The bag of new silica gel weighed 575 g, so it adsorbed about 67 g of water as the humidity rose from bone dry to 24%. Last month it had soaked up 31 g, so the safe admits nearly an ounce of water each month with 50% RH in the basement. It takes five months to accumulate 60-ish g of water during the winter.
According to the Sorbent Systems charts, silica gel’s equilibrium capacity at 24% is about 12% of the gel’s weight, which would work out to 60 g. That’s close enough, methinks, given the graph resolution; the humidity changes slowly enough that it’s sorta-kinda equilibrated in there… 67 g works out to 13.4% of the dry weight, which is in the same ballpark.
I made up three more bags of dry gel (500 g + 7 or 8 g tare), tossed one in the safe, one in the 6 gallon plastic bucket of 3D printer filament, and one in an empty 6 gallon bucket for comparison. Some 6 dot (10-through-60%) humidity indicator cards are on their way, seeing as how I don’t have nearly enough dataloggers to keep up with the demand…

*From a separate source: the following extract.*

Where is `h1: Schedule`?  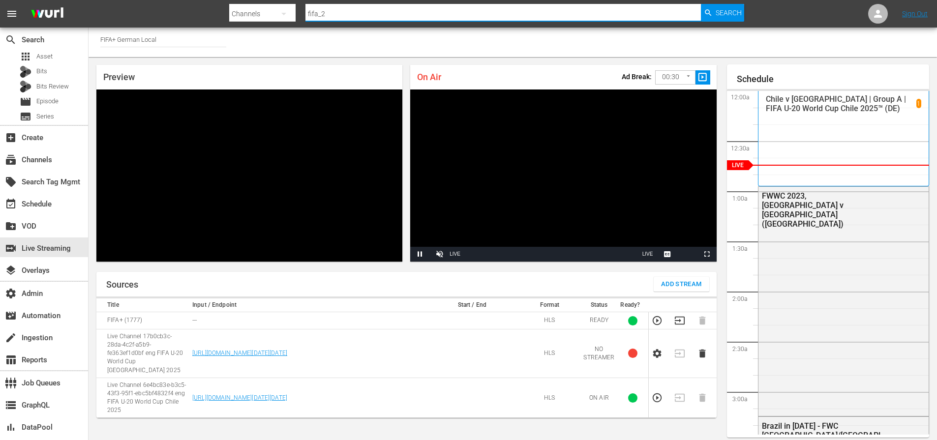 h1: Schedule is located at coordinates (833, 79).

Is this without the masking tape seal around the door?
I keep wondering about getting a custom refrigerator door gasket to seal around the door. I thought RepairClinic would build to your measurements if the factory part was no longer available, but I don’t see that now. There is another place which will make custom gaskets. I don’t know anything about them, but here is a link to a page listing the various profiles:
http://www.coldsupply.com/Custom-Door-Gaskets_c_64.html
You can be the guinea pig until I get my safe…
It’s there, but somewhat sketchy…
I should squash clay behind the door rim to measure the clearance, then install foam tape to exactly fill the crack: it’s on the to-do list!